FDIC Proposes Stricter Rules for Stablecoins on Yield, Redemptions, Reserves

8 April 2026 - 11:30 CEST
Federal Deposit Insurance Corp
Credit: Neal McNeil

The Federal Deposit Insurance Corporation (FDIC) has proposed a new framework that would impose bank-style oversight on payment stablecoin issuers, including tighter rules on redemptions, reserves and yield-bearing structures.

In a notice of proposed rulemaking, the agency is seeking to strengthen guardrails for how stablecoins operate under stress. Issuers would be required to meet redemptions within two business days and notify regulators if outflows exceed 10% of outstanding tokens in less than 24 hours.

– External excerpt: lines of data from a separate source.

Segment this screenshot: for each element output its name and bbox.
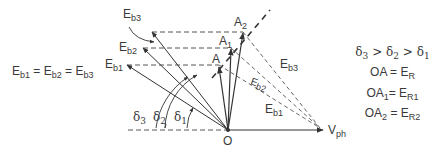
eb3-pointer-arc	[129, 27, 154, 42]
a-label: A	[212, 52, 220, 66]
eb2-dashed-label: Eb2	[248, 76, 268, 95]
oa-relation: OA = ER	[355, 64, 430, 84]
eb3-dashed-label: Eb3	[280, 57, 298, 73]
delta1-arc	[187, 108, 193, 128]
eb3-label: Eb3	[123, 7, 141, 23]
oa1-relation: OA1= ER1	[355, 85, 430, 105]
delta3-label: δ3	[133, 110, 146, 126]
vph-label: Vph	[328, 123, 346, 139]
angle-relation: δ3 > δ2 > δ1	[355, 44, 430, 64]
delta1-label: δ1	[174, 110, 187, 126]
origin-label: O	[223, 134, 232, 148]
eb1-label: Eb1	[105, 57, 123, 73]
delta2-label: δ2	[153, 110, 166, 126]
left-equation: Eb1 = Eb2 = Eb3	[12, 64, 93, 80]
origin-point	[226, 128, 230, 132]
right-notes: δ3 > δ2 > δ1 OA = ER OA1= ER1 OA2 = ER2	[355, 44, 430, 126]
eb2-label: Eb2	[119, 40, 137, 56]
a1-label: A1	[219, 34, 232, 50]
oa2-relation: OA2 = ER2	[355, 105, 430, 125]
a2-label: A2	[234, 15, 247, 31]
eb1-dashed-label: Eb1	[265, 102, 283, 118]
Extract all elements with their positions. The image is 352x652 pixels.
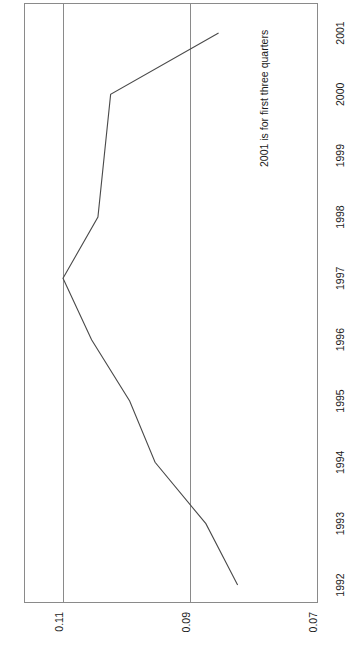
value-tick-0-09: 0.09 [180, 612, 192, 633]
category-tick-1994: 1994 [334, 450, 346, 474]
line-chart: 0.11 0.09 0.07 1992199319941995199619971… [0, 0, 352, 652]
category-tick-1998: 1998 [334, 205, 346, 229]
category-tick-1993: 1993 [334, 512, 346, 536]
category-tick-1992: 1992 [334, 573, 346, 597]
value-axis-tick-labels: 0.11 0.09 0.07 [53, 612, 319, 633]
category-tick-2000: 2000 [334, 82, 346, 106]
annotation-2001-note: 2001 is for first three quarters [258, 30, 270, 167]
data-series-line [63, 33, 238, 585]
value-tick-0-11: 0.11 [53, 612, 65, 632]
category-tick-1997: 1997 [334, 266, 346, 290]
value-tick-0-07: 0.07 [307, 612, 319, 633]
category-tick-1995: 1995 [334, 389, 346, 413]
category-tick-1996: 1996 [334, 328, 346, 352]
chart-container: 0.11 0.09 0.07 1992199319941995199619971… [0, 0, 352, 652]
category-tick-1999: 1999 [334, 144, 346, 168]
category-tick-2001: 2001 [334, 21, 346, 45]
category-axis-tick-labels: 1992199319941995199619971998199920002001 [334, 21, 346, 597]
gridlines [64, 4, 191, 603]
plot-border [25, 4, 318, 603]
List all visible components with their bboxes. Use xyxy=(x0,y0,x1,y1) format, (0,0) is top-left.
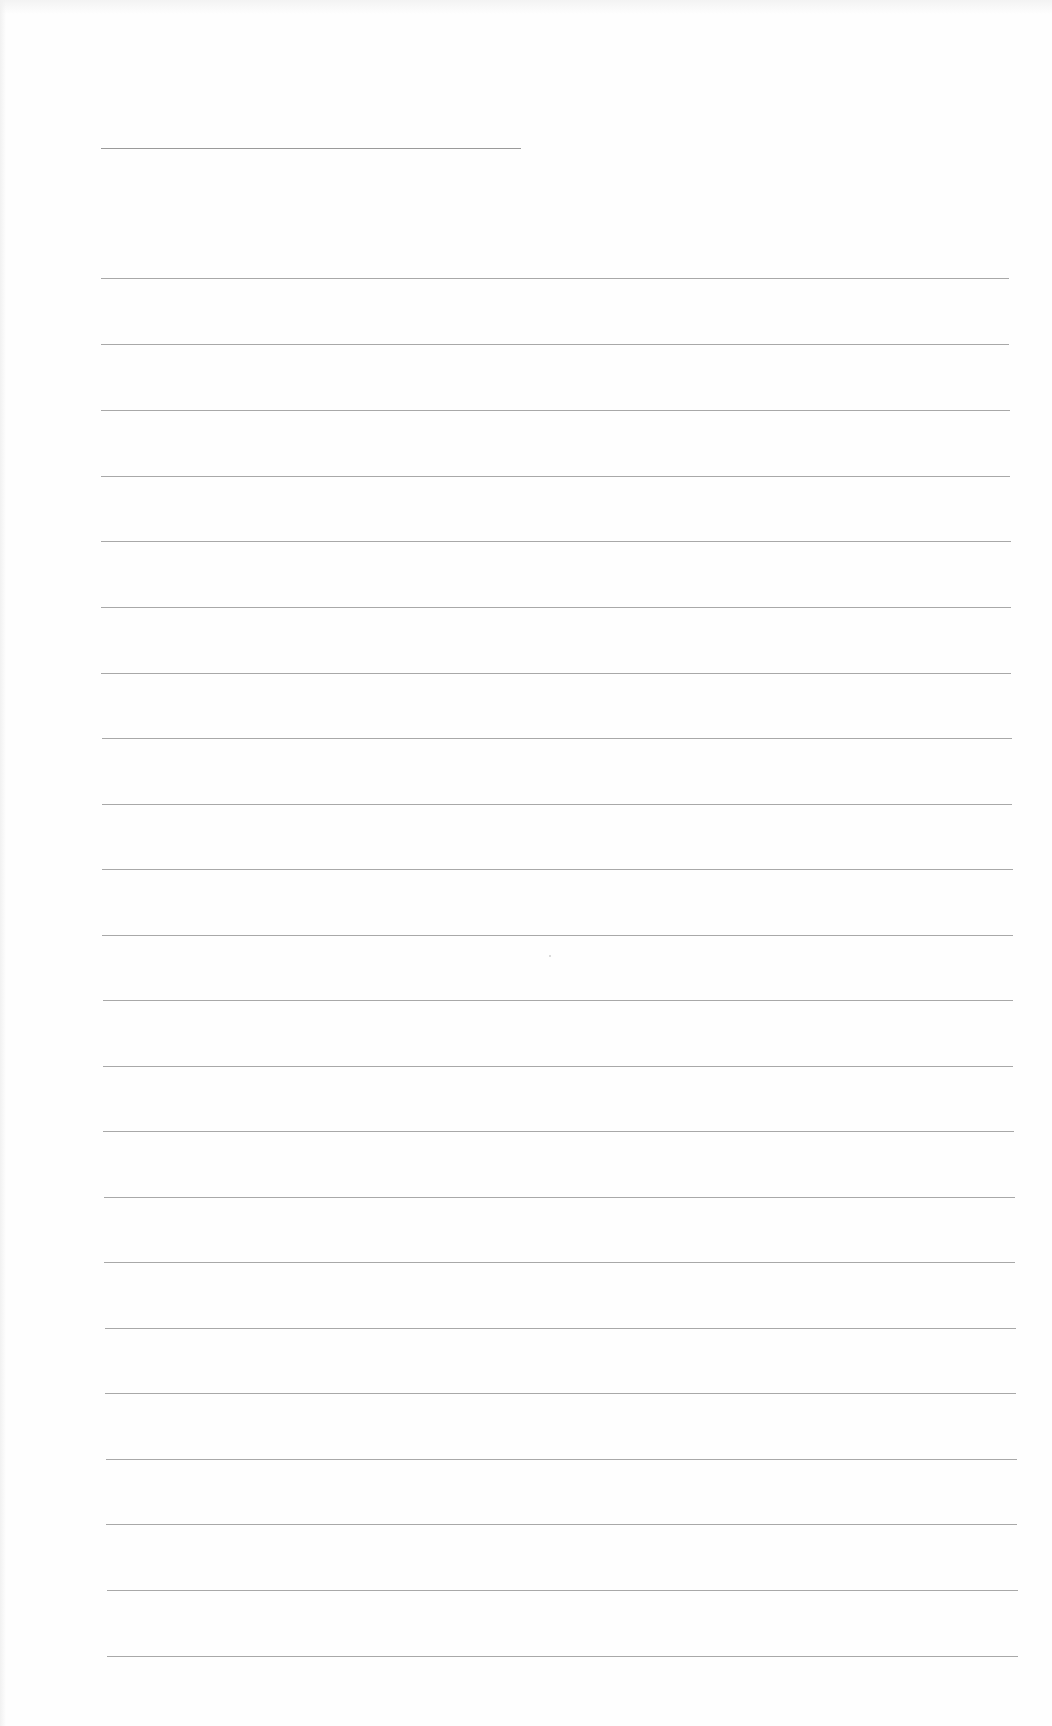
ruled-line xyxy=(101,410,1010,411)
ruled-line xyxy=(101,344,1009,345)
ruled-line xyxy=(102,804,1012,805)
lined-page xyxy=(0,0,1052,1726)
ruled-line xyxy=(102,738,1012,739)
ruled-line xyxy=(103,1000,1013,1001)
scan-speck xyxy=(549,955,551,957)
ruled-line xyxy=(101,476,1010,477)
ruled-line xyxy=(105,1393,1016,1394)
ruled-line xyxy=(102,869,1013,870)
ruled-line xyxy=(107,1656,1018,1657)
ruled-line xyxy=(101,607,1011,608)
ruled-line xyxy=(107,1590,1018,1591)
ruled-line xyxy=(105,1328,1016,1329)
ruled-line xyxy=(106,1524,1017,1525)
ruled-line xyxy=(104,1197,1015,1198)
scan-shadow-top xyxy=(0,0,1052,14)
ruled-line xyxy=(104,1262,1015,1263)
ruled-line xyxy=(103,1066,1013,1067)
ruled-line xyxy=(106,1459,1017,1460)
ruled-line xyxy=(102,935,1013,936)
title-line xyxy=(101,148,521,149)
ruled-line xyxy=(101,673,1011,674)
ruled-line xyxy=(101,278,1009,279)
ruled-line xyxy=(101,541,1011,542)
scan-shadow-left xyxy=(0,0,6,1726)
ruled-line xyxy=(103,1131,1014,1132)
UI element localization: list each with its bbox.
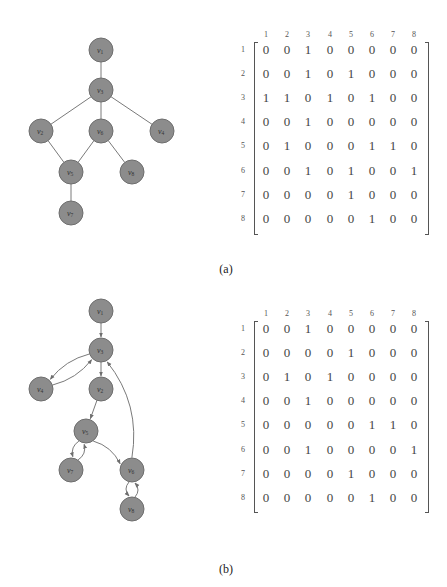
column-header: 5 [344,30,358,39]
column-header: 1 [259,309,273,318]
column-header: 8 [407,30,421,39]
matrix-cell: 0 [300,369,316,385]
matrix-cell: 0 [385,466,401,482]
matrix-cell: 1 [364,90,380,106]
matrix-cell: 0 [322,490,338,506]
matrix-cell: 0 [364,466,380,482]
column-header: 4 [323,30,337,39]
matrix-cell: 0 [258,442,274,458]
matrix-cell: 0 [343,90,359,106]
matrix-cell: 0 [406,321,422,337]
matrix-right-bracket [425,42,429,235]
matrix-cell: 0 [300,345,316,361]
matrix-cell: 0 [258,369,274,385]
column-header: 7 [386,30,400,39]
matrix-cell: 0 [258,211,274,227]
matrix-cell: 0 [258,114,274,130]
matrix-cell: 1 [343,466,359,482]
matrix-cell: 0 [279,163,295,179]
matrix-cell: 0 [364,393,380,409]
matrix-cell: 0 [406,66,422,82]
matrix-cell: 1 [322,90,338,106]
row-header: 6 [238,445,248,454]
matrix-cell: 1 [406,163,422,179]
matrix-cell: 0 [322,417,338,433]
matrix-cell: 0 [364,345,380,361]
matrix-cell: 0 [279,211,295,227]
matrix-cell: 1 [300,114,316,130]
column-header: 5 [344,309,358,318]
matrix-cell: 1 [258,90,274,106]
column-header: 2 [280,309,294,318]
matrix-cell: 0 [364,187,380,203]
matrix-cell: 0 [385,345,401,361]
matrix-cell: 0 [364,42,380,58]
matrix-cell: 0 [279,321,295,337]
matrix-cell: 0 [322,114,338,130]
matrix-cell: 1 [300,442,316,458]
matrix-cell: 0 [385,163,401,179]
matrix-cell: 0 [279,466,295,482]
matrix-cell: 0 [279,442,295,458]
matrix-cell: 0 [343,42,359,58]
matrix-cell: 1 [364,211,380,227]
matrix-cell: 1 [279,90,295,106]
matrix-cell: 0 [385,393,401,409]
caption-b: (b) [206,562,246,577]
matrix-left-bracket [254,321,258,513]
matrix-cell: 0 [322,138,338,154]
matrix-cell: 0 [258,417,274,433]
row-header: 8 [238,493,248,502]
row-header: 2 [238,348,248,357]
adjacency-matrix: 1234567812345678001000000010100011010100… [0,0,447,260]
matrix-cell: 0 [258,66,274,82]
row-header: 8 [238,214,248,223]
matrix-cell: 0 [406,345,422,361]
matrix-cell: 1 [343,345,359,361]
matrix-cell: 0 [258,187,274,203]
caption-a: (a) [206,262,246,277]
matrix-cell: 1 [364,417,380,433]
matrix-cell: 0 [385,321,401,337]
matrix-cell: 1 [300,321,316,337]
matrix-cell: 1 [300,163,316,179]
matrix-cell: 0 [343,442,359,458]
matrix-cell: 1 [322,369,338,385]
matrix-cell: 0 [322,442,338,458]
matrix-cell: 0 [279,345,295,361]
column-header: 2 [280,30,294,39]
matrix-cell: 1 [300,393,316,409]
matrix-cell: 0 [385,90,401,106]
row-header: 7 [238,190,248,199]
matrix-cell: 0 [279,187,295,203]
matrix-cell: 0 [406,369,422,385]
matrix-cell: 0 [406,490,422,506]
column-header: 7 [386,309,400,318]
matrix-cell: 0 [343,321,359,337]
adjacency-matrix: 1234567812345678001000000000100001010000… [0,280,447,540]
matrix-cell: 0 [258,490,274,506]
row-header: 7 [238,469,248,478]
column-header: 3 [301,30,315,39]
column-header: 4 [323,309,337,318]
matrix-cell: 0 [343,138,359,154]
matrix-cell: 0 [406,393,422,409]
matrix-cell: 0 [258,345,274,361]
matrix-cell: 1 [343,187,359,203]
matrix-cell: 0 [322,321,338,337]
matrix-cell: 1 [300,42,316,58]
matrix-cell: 0 [322,466,338,482]
matrix-cell: 0 [364,114,380,130]
matrix-cell: 0 [364,321,380,337]
matrix-cell: 0 [406,138,422,154]
column-header: 6 [365,309,379,318]
matrix-cell: 0 [343,417,359,433]
matrix-cell: 0 [322,66,338,82]
column-header: 1 [259,30,273,39]
row-header: 4 [238,117,248,126]
row-header: 6 [238,166,248,175]
matrix-cell: 0 [385,114,401,130]
row-header: 3 [238,372,248,381]
matrix-left-bracket [254,42,258,235]
matrix-cell: 0 [364,369,380,385]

The proposal also introduces limits on reserve management, including caps on exposure to individual banking partners and restrictions on reusing assets that back the tokens. Issuers would face more continuous supervision and be required to provide regular disclosures on reserves.

The measures implement key provisions of the Guiding and Establishing National Innovation for US Stablecoins (GENIUS) Act, signed into law by President Donald Trump in July 2025.

After receiving board approval on 7 Apr, the FDIC opened a public comment period before finalizing rules that would become binding on stablecoin issuers. The agency oversees banks and insures deposits at member institutions.

Yield loopholes targeted 

The framework would prohibit issuers from offering interest or yield solely for holding a stablecoin, in line with restrictions set out in the GENIUS Act. The FDIC goes further by extending the ban to certain affiliate and third-party arrangements, aiming to close potential workarounds where yield is routed through intermediaries.

While the rule does not directly regulate crypto exchanges or platforms, its broad scope suggests regulators are looking to limit yield-bearing structures tied to stablecoin issuance. The FDIC explicitly seeks public comment on whether the ban should also apply to these parties.

No insurance for holders 

The proposal draws a clearer line between payment stablecoins and tokenized deposits, treating them as distinct products. Stablecoins would be backed by reserves, while tokenized deposits would function more like traditional bank accounts.

Under existing FDIC rules, insurance typically covers up to $250,000 per depositor. However, in this case the "depositor" would be the stablecoin issuer itself, not the end user.

"The proposed rule would also amend the deposit insurance coverage rules… by clarifying that deposits held as reserves backing a payment stablecoin would be insured to the Permitted Payment Stablecoin Issuers (PPSI) under the FDIC’s coverage rules for corporate deposits, but would not be insured to payment stablecoin holders on a pass-through basis," the notice says.

The structure would leave most reserves uninsured, reinforcing the divide between stablecoins and traditional bank deposits, while still allowing banks to issue their own tokens.

The GENIUS Act is scheduled to take effect on 18 Jan 2027 or 120 days after final regulations are issued, whichever comes earlier.